Against this backdrop you had a generational exodus of friends, cousins, siblings and classmates emigrating on one-way flights in search of work and the prospect of a life they felt they could not build at home.

For many millennials this formative period eroded many people’s faith in the political and economic system. Even now as the economy picks up those in their 30s find it near impossible to afford to buy a home.

In 1991, some 60 per cent Irish young households with principals aged between 25 and 34 had a mortgage. In 2016, just 25 per cent of that age bracket could say the same, according to a recent Nevin Economic Research Institute study.

It’s easy to see how people begin to think “the market” has failed to deliver for them, and how they would start to abandon traditional politicians who represent that market-reliant economic system.

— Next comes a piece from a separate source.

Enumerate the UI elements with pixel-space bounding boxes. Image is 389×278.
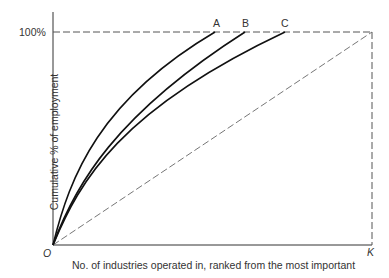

In contrast, Corbyn and, in the United States, Bernie Sanders come across as intensely genuine, having spent their political lives avoiding the game of ministerial snakes and ladders, and frequently opposing the political architects of what became an unchecked global market which by 2007 had gone mad.

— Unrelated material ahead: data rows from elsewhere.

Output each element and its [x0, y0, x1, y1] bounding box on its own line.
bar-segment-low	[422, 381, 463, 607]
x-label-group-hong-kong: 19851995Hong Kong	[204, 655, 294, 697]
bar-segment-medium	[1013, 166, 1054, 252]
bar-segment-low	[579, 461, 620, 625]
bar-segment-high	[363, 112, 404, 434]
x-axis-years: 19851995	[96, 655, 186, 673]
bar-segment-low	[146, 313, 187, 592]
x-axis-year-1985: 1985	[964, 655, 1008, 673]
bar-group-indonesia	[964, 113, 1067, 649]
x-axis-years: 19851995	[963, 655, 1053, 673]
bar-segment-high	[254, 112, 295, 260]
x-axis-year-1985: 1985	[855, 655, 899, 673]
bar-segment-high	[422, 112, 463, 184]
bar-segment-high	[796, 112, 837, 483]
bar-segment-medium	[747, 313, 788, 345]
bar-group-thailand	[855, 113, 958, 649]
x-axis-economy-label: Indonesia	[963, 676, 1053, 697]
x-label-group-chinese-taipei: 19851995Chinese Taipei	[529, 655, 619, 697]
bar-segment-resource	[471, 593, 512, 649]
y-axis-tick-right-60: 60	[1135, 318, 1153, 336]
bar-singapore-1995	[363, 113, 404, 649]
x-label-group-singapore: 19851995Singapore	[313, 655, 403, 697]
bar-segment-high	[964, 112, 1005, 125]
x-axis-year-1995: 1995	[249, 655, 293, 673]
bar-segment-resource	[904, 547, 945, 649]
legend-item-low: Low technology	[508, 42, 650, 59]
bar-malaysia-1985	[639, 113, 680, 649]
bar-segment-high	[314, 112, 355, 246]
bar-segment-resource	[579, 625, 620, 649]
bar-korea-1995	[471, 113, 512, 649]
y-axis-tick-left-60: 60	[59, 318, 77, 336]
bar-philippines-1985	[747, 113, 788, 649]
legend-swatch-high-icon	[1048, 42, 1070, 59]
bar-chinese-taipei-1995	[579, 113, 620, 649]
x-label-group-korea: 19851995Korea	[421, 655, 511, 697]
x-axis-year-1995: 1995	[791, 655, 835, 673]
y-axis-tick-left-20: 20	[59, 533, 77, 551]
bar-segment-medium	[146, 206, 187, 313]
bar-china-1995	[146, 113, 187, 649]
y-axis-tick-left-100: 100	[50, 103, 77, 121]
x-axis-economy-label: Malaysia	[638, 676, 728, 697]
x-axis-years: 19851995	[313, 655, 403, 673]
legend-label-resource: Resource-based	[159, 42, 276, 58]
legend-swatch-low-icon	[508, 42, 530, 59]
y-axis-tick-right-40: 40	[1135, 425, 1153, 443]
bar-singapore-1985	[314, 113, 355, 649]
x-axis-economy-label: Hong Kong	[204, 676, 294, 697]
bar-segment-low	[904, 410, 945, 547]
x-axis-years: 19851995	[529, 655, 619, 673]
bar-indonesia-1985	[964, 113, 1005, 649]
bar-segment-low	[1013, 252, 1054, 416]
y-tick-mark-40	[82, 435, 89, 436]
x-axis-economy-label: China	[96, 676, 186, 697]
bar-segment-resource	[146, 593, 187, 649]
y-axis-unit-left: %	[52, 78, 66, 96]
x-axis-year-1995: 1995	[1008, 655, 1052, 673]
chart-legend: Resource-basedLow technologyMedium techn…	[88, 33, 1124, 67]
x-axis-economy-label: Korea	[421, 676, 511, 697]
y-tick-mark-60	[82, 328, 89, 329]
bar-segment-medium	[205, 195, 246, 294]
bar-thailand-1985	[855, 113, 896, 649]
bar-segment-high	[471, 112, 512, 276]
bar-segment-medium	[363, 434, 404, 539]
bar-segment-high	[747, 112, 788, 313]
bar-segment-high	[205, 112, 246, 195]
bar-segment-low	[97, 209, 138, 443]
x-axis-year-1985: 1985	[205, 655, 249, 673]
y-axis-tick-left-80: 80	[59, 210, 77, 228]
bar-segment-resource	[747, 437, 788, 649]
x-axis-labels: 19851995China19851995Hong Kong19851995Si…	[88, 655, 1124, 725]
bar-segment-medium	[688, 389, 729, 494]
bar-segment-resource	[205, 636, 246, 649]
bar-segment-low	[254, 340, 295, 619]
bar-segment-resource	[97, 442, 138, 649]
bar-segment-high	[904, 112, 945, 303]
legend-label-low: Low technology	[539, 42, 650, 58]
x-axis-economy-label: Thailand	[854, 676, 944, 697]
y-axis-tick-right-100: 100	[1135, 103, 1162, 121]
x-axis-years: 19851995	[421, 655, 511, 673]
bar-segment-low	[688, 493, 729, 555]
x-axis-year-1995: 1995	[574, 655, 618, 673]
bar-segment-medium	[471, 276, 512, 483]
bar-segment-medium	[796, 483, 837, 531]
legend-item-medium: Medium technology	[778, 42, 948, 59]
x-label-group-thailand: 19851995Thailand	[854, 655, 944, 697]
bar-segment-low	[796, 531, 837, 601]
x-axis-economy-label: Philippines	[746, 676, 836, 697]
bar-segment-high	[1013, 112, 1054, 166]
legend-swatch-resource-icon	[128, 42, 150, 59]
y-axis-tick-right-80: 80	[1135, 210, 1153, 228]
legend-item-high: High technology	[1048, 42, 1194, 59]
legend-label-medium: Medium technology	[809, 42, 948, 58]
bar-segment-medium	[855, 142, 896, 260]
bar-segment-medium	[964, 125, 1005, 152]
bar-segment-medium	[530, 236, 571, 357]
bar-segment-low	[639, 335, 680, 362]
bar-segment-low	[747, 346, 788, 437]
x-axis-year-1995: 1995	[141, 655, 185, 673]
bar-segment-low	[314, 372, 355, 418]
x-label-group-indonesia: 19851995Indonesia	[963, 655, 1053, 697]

Young people’s support for figures such as Corbyn springs therefore not from blind idealism but from a clarity about the shortcomings of the current economic system, which were seen at first hand during the recession and its aftermath.

In Ireland those shortcomings have been reinforced by the number ofchildren growing up in hotel rooms and in bed-and-breakfast accommodation.

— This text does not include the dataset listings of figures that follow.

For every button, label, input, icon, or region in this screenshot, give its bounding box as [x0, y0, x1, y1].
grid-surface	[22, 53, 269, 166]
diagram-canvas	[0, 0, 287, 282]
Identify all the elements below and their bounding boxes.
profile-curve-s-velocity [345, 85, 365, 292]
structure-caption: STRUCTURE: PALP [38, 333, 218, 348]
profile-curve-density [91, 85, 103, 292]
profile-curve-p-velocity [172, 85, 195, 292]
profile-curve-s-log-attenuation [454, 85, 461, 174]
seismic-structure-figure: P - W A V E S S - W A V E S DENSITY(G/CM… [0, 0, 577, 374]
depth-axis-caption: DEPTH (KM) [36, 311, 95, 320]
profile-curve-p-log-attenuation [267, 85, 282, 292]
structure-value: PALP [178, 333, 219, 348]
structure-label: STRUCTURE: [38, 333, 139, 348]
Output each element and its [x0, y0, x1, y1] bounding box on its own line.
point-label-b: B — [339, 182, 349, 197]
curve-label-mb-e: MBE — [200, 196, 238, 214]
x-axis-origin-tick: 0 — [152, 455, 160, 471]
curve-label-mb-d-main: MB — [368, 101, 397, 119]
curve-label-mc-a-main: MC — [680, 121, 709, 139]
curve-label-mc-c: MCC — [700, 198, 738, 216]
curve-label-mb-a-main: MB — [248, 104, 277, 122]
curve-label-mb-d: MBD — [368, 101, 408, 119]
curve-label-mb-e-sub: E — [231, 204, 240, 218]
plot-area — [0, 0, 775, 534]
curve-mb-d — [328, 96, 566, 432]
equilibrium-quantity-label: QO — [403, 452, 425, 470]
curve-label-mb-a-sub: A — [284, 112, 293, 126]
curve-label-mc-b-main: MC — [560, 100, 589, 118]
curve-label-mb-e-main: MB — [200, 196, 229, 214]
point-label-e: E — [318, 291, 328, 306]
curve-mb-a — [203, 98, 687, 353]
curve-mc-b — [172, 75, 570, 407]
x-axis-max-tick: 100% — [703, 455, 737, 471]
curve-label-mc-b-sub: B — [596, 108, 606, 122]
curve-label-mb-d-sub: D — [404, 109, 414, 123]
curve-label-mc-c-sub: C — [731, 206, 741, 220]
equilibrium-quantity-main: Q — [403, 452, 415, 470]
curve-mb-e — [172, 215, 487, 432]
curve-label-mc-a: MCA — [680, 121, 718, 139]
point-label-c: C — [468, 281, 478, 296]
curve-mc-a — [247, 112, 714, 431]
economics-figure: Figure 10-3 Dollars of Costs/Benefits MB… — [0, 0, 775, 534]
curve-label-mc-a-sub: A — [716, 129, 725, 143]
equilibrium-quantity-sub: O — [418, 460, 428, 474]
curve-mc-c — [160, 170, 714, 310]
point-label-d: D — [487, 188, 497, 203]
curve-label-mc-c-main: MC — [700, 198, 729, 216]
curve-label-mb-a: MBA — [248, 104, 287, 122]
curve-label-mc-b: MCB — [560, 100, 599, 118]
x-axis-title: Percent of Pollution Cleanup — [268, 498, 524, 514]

Until the political centre ground and media commentators begin to recognise the growing lack of faith of number of young people in the current economic system, they will continue to underestimate the popularity of figures such as Corbyn and will continue to be surprised election after election as the political landscape changes beneath their feet.

Corbyn’s popularity among the younger generation stems from his simple message that the state should lead and not be led by the market, which is not to be confused with those on the Irish far left who claim to disavow the market entirely.

Disillusionment

The same political angst lay behind the support of white working-class communities for Brexit in the UK, and for Donald Trump in the US. Those twin political earthquakes revealed deep disillusionment with an economic rising tide the young felt had left their boats behind.

Similarly, the rise in support for the Solidarity and People Before Profit parties has been down to their successful mining of this resentment in Irish working-class communities, rather than any great generational movement of young people.

The new 38-year old Taoiseach Leo Varadkar might dream of energising a sea of young supporters behind pretensions of himself as the Irish Emmanuel Macron or Justin Trudeau, but his rigid faith in an economic mantra young people feel actively works against them will paint him as old as Enda Kenny in many of their eyes.

The largest left-leaning bloc, Sinn Féin, has also struggled to galvanise any kind of huge popular enthusiasm among the disenfranchised millennial generation, perhaps held back in part by their older republican baggage.

When the political vending machine offers the familiar faces of Varadkar, Micheál Martin, Gerry Adams or Brendan Howlin it should be no surprise young people in Ireland have not surged behind a popular figurehead to date.

But that’s not to say the generation of young people who have lost faith in the old political and economic status quo are not ready to vote for a new one.